• **Data**
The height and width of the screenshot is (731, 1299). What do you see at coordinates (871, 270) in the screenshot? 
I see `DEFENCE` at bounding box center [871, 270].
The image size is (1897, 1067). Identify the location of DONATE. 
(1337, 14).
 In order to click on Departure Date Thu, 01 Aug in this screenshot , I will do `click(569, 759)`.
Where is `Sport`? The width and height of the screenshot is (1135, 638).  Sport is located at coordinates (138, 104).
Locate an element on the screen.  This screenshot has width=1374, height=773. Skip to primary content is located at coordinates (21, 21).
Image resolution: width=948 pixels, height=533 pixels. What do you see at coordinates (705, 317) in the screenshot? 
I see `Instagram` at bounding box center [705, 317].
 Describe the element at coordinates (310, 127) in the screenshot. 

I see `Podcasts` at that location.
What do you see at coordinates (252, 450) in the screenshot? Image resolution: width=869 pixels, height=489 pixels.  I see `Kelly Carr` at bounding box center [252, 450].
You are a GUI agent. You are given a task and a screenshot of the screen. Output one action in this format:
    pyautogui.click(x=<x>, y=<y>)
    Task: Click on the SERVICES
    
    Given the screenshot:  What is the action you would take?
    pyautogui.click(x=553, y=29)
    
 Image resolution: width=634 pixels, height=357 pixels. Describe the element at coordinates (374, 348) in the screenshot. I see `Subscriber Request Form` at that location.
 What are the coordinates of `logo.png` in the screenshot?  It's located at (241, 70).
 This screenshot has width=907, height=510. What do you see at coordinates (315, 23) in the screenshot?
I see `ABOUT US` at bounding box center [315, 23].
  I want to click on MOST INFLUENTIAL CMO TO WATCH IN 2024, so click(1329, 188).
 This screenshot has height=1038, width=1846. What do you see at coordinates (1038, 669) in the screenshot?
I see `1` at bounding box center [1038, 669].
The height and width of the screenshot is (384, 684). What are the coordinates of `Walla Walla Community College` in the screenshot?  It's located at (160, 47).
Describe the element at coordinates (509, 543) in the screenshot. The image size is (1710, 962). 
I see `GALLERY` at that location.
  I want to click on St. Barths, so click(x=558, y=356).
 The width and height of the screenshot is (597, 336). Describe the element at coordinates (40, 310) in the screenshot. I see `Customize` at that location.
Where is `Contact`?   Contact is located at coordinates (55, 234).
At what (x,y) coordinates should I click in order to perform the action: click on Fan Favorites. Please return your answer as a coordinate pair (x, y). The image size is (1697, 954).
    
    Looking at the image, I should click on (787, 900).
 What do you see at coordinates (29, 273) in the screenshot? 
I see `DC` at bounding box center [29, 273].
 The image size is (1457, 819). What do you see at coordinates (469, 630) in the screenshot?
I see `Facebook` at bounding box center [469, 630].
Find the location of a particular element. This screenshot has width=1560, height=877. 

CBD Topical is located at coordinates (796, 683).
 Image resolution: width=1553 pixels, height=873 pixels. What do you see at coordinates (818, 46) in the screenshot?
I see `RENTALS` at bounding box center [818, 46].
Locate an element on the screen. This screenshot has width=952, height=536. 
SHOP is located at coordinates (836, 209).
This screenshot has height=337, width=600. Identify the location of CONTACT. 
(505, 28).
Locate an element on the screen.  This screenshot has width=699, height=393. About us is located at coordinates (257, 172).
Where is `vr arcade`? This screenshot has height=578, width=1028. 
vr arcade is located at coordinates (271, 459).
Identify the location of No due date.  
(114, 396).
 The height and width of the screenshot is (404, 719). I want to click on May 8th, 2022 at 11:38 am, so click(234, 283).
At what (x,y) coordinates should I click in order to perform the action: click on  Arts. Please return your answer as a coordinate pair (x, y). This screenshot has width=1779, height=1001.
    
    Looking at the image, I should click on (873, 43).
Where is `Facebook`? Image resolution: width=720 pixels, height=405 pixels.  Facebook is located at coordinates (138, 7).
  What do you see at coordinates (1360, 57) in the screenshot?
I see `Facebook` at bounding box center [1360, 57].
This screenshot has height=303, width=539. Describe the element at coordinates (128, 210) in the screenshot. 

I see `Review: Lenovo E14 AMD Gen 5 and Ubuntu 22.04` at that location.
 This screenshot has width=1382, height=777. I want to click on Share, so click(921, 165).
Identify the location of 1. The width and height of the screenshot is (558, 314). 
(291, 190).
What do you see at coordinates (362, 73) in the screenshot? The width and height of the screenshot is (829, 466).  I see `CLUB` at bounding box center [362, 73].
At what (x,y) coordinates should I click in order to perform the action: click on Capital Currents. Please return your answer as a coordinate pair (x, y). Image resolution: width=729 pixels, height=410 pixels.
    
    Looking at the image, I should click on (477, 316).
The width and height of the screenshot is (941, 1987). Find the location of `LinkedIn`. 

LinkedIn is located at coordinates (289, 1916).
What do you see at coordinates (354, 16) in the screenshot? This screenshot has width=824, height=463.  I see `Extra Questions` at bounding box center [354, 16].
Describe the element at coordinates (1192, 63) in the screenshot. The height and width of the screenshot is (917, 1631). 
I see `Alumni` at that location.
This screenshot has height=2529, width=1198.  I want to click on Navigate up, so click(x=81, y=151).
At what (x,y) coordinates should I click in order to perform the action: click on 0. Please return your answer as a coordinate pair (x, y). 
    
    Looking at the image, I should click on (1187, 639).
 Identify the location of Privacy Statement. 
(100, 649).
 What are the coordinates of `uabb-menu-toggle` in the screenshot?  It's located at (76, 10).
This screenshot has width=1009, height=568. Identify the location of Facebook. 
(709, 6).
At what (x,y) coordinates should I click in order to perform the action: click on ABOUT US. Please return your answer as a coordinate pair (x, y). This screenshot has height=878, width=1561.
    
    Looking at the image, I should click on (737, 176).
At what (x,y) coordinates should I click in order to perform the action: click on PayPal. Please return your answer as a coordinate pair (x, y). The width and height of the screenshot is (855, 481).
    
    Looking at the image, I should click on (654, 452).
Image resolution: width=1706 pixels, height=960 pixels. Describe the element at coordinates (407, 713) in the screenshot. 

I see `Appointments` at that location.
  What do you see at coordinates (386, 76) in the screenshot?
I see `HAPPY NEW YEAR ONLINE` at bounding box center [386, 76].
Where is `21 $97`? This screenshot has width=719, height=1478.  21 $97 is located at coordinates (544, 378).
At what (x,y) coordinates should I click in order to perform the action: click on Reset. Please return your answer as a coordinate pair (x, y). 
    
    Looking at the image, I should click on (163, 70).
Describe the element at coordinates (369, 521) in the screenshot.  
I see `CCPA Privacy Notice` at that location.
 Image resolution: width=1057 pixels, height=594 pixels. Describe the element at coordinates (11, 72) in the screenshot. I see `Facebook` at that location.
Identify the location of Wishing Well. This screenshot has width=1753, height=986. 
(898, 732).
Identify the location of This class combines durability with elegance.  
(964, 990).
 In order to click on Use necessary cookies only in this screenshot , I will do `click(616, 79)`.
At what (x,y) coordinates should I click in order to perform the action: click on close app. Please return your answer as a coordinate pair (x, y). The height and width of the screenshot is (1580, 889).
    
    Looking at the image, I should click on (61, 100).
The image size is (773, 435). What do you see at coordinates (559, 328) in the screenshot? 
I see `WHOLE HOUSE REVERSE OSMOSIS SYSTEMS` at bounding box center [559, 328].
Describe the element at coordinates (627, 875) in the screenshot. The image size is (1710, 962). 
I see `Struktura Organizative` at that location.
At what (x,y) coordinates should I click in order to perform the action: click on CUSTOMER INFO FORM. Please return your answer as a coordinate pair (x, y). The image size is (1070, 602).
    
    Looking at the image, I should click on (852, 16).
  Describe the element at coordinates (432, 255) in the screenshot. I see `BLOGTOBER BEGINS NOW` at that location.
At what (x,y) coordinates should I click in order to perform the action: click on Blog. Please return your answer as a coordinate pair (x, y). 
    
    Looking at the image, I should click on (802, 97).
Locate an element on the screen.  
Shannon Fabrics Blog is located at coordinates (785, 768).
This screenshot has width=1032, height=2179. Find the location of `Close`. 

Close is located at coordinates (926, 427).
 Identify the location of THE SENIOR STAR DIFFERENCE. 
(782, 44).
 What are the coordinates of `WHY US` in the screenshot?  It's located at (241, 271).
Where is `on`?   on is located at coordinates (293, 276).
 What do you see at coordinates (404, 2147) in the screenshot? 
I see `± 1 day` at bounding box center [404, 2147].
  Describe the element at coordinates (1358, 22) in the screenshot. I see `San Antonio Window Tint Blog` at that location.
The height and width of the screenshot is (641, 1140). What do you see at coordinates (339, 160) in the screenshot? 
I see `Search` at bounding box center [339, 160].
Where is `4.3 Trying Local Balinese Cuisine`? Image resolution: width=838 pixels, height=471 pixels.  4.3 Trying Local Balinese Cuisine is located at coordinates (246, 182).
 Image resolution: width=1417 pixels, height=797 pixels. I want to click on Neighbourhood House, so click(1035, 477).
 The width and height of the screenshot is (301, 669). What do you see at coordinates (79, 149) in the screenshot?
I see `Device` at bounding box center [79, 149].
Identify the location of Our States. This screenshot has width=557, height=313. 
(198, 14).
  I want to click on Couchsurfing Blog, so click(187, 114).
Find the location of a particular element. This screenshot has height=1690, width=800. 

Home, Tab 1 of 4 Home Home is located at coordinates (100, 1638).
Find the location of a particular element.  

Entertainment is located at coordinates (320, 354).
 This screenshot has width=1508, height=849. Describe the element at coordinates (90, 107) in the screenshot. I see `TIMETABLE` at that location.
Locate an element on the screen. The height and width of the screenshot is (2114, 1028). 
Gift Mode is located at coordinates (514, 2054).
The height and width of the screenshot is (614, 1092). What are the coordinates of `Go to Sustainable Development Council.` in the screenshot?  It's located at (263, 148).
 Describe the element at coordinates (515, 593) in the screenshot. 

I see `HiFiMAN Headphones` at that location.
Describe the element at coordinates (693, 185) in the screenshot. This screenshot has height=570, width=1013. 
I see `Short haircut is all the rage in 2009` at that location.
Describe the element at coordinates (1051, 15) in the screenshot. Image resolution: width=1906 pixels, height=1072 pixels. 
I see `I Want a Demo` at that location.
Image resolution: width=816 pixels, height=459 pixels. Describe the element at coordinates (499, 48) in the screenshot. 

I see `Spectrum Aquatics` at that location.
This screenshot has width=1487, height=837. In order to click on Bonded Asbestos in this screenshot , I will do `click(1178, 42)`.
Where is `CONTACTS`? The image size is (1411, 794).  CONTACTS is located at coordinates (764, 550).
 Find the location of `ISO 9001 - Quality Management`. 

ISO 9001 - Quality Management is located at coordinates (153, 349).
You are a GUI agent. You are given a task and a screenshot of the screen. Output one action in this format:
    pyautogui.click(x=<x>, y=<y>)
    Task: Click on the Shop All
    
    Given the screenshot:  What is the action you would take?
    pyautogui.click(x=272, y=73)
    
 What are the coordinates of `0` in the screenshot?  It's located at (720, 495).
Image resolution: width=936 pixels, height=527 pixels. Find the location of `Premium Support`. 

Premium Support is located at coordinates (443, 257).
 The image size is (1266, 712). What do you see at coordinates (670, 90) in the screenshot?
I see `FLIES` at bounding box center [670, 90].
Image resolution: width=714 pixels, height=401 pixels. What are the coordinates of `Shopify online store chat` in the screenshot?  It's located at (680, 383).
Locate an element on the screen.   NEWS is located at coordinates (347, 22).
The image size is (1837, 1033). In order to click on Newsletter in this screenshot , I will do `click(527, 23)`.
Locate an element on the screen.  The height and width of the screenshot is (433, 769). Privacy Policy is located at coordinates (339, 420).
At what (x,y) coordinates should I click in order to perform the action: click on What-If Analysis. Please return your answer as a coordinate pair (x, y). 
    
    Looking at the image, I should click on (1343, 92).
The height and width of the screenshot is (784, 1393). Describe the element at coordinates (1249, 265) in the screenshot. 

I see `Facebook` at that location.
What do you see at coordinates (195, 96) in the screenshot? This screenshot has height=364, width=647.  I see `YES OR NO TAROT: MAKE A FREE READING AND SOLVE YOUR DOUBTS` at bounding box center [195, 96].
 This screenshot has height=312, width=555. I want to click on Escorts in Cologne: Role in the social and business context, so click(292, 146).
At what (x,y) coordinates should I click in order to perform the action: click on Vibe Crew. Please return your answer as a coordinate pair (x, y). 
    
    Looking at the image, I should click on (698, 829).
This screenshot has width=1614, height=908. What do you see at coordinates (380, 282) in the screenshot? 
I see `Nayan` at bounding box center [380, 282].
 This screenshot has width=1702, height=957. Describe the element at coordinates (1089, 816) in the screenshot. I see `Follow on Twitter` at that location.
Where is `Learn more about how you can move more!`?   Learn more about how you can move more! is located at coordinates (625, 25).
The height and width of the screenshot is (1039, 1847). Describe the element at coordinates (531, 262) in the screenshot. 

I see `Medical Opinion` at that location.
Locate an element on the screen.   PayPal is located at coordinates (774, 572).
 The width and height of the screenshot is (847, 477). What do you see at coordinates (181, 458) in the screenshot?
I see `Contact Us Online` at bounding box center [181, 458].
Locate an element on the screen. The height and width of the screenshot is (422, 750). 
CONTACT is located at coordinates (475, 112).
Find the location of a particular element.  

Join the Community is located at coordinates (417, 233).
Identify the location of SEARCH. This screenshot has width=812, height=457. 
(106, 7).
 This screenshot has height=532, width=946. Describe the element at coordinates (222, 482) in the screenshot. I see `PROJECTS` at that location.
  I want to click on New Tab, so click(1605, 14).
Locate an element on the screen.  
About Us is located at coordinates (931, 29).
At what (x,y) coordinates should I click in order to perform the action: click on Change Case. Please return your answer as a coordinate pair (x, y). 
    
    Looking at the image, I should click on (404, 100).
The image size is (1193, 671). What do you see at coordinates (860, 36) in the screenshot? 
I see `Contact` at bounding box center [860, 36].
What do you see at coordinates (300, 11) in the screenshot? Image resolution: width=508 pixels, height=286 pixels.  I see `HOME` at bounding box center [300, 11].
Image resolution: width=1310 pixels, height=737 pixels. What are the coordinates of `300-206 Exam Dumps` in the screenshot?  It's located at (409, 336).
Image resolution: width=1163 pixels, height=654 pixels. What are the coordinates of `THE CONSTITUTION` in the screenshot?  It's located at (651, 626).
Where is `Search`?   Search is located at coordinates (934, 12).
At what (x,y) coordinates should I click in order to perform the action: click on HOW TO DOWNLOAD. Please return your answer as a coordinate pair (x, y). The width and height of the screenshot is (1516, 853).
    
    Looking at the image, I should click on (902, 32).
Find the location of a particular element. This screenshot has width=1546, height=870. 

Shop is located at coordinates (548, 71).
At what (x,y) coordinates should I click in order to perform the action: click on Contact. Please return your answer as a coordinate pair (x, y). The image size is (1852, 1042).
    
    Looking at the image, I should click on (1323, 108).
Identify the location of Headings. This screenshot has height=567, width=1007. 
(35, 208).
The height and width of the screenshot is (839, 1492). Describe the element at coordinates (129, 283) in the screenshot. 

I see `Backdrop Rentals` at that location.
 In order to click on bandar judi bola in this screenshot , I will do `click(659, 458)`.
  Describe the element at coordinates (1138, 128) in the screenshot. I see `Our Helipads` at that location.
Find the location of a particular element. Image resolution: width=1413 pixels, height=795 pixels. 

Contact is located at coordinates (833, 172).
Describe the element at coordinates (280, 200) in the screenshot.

• **Exercise prompt**
Return a word-for-word copy of the lines above from the one holding "Identify the location of Wishing" through the one holding "In order to click on Use", with both of them included and nothing besides.

• **Response to this exercise**
Identify the location of Wishing Well. This screenshot has width=1753, height=986. 
(898, 732).
Identify the location of This class combines durability with elegance.  
(964, 990).
 In order to click on Use necessary cookies only in this screenshot , I will do `click(616, 79)`.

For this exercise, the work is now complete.